If you asked me five years ago, SMBs would have been the vast majority of our business. Today, a good 25% to 30% of our business is coming from the midmarket and enterprise. And that part is growing faster, too, so we are growing to be an enterprise company with a very strong SMB base.

Leary said the slow pace of change is consistent with the way Zoho operates more generally — not paying attention to how other tech companies operate.

“It may not be moving at the speed you typically see from most enterprise software vendors taking this path, and Zoho may do things (or not do things) in a way that is very nontraditional as they move upstream, but they have thought it out and have decided they’d prefer to do things that are more aligned with their culture than to stay true to any Silicon Valley [growth] playbook,” he said.

Capitalism with a conscience

One of the things that consistently comes up about Zoho is that it has a unique culture. Marc Benioff certainly talks a lot about responsible capitalism, something that Vembu tries to live by with his company, whether it’s how he operates internally or how he gives back to the community (and the world at large).

In particular, Vembu sees his company as a vehicle for addressing inequality in the world, either through education or jobs, even if he doesn’t see it through a political lens.

“I don’t consider myself from the political left, far from it, but I do feel strongly about issues like inequality.

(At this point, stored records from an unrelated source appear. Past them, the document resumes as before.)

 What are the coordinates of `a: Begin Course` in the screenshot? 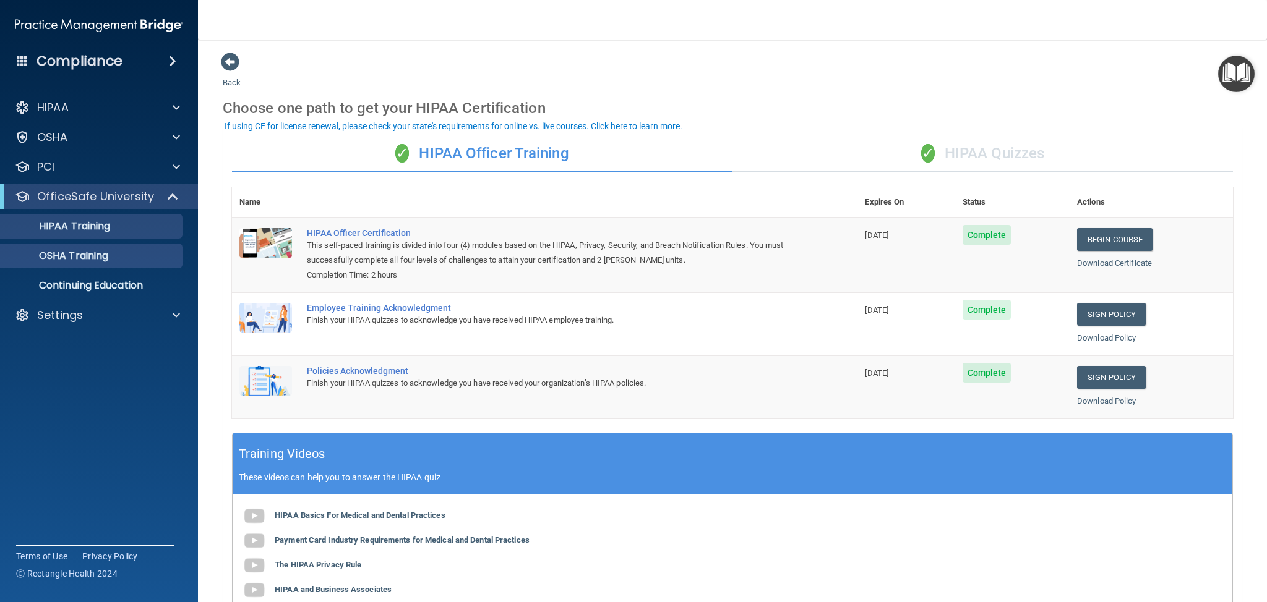 It's located at (1115, 239). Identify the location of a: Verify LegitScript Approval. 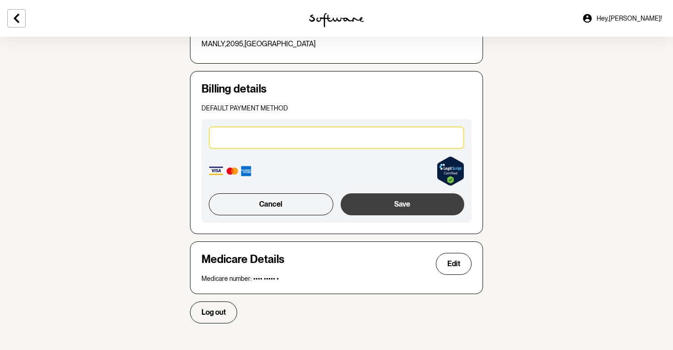
(451, 171).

We need a social contract. We need to have a social compact between the rich and the poor, between the companies and the employees, all of that,” he said.

These are not just words for him. Vembu now lives in India, where he helps the local community in a variety of ways. “I moved to a rural village [in India]. I like rural living, and I also want to do projects to create jobs, create talent, all of that. So we run a school. We run a health clinic here. We are building a hospital and we also have a program called Zoho Schools of Learning (formerly Zoho University),” he said.

Zoho CEO Sridhar Vembu
Zoho CEO Sridhar Vembu. Image Credits: Zoho

The latter is a program that has been running for 17 years. It’s designed to give students the knowledge to work at a company like Zoho, which recruited 250 students last year. Zoho pays them a stipend and teaches them about various aspects of technology like programming and design. If students make it through the program — and Vembu said most do — they get a job offer from Zoho.

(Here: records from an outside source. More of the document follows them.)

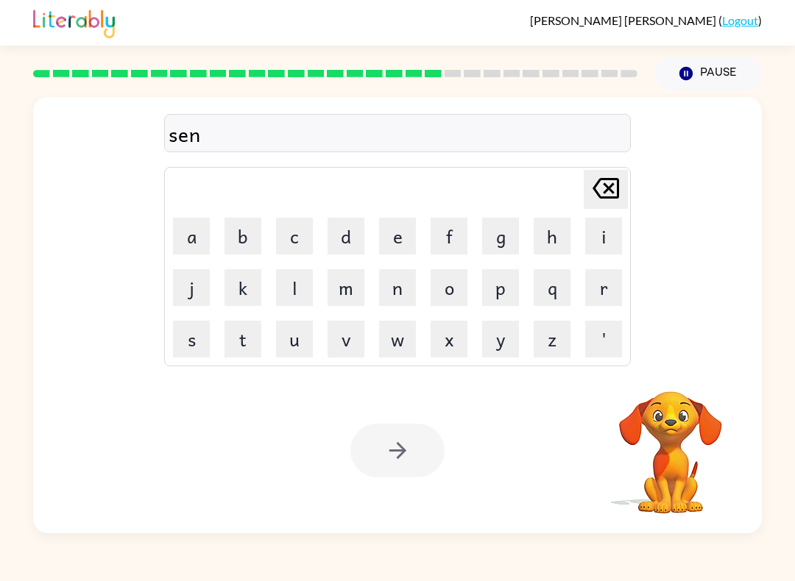 This screenshot has height=581, width=795. What do you see at coordinates (449, 236) in the screenshot?
I see `button: f` at bounding box center [449, 236].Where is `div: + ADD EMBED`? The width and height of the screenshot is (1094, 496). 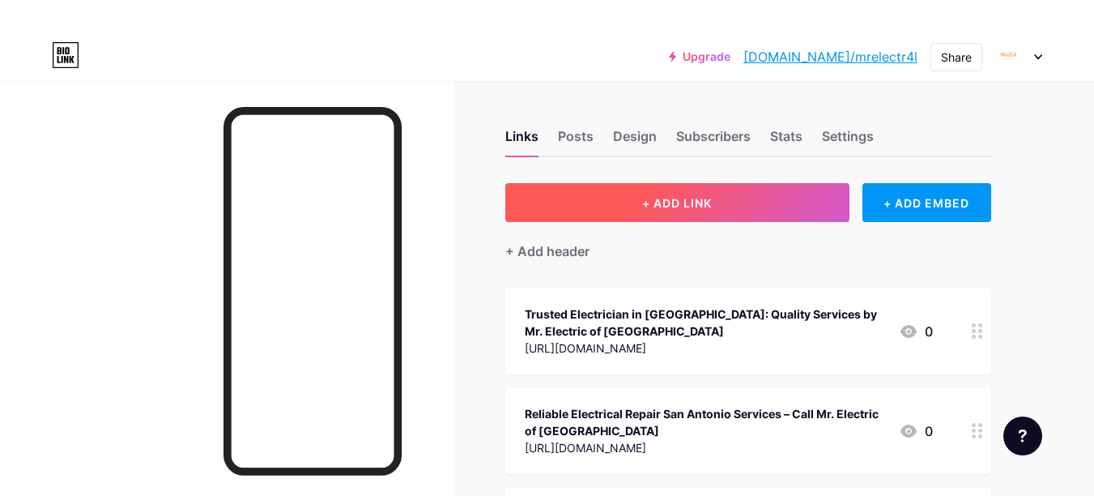 div: + ADD EMBED is located at coordinates (926, 202).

The company also puts its employees front and center as part of this overall philosophy. As an example, Vembu said that when the pandemic hit in 2020, he vowed to avoid layoffs no matter how it played out. He acknowledged that if the economic impact dragged out, Zoho might eventually need to cut salaries, but it never came to that. And he said his attrition rate stayed low during the “Great Resignation,” something he attributed to the way his company operates.

Leary agreed that Zoho’s employee-focused policies could lead to a more loyal workforce overall. “Zoho takes a long-view approach and lets its employees develop in a way that not only allows them to grow professionally but also as a close-knit team that seeks to impact their community in a variety of meaningful ways.”

Vembu said this is all consistent with his overall beliefs about running a company — pouring money into developing products while taking some of the profits and giving back — and he sees that as being directly related to staying independent.

“It’s also coming from us staying private because a lot of our profit we earned from business is going into this. It’s going into R&D. It’s going into more figuring out complicated technology. And it is going into all these charitable activities. One thing it is not going into is buying a private jet for myself. That’s right; it’s not going into that because I’m not interested in it,” he said, chuckling.

No company is perfect, but Zoho has managed to grow over the last 17 years without having to answer to outside investors while trying to stay true to its internal core philosophy. And that’s a pretty unusual path for tech companies to take.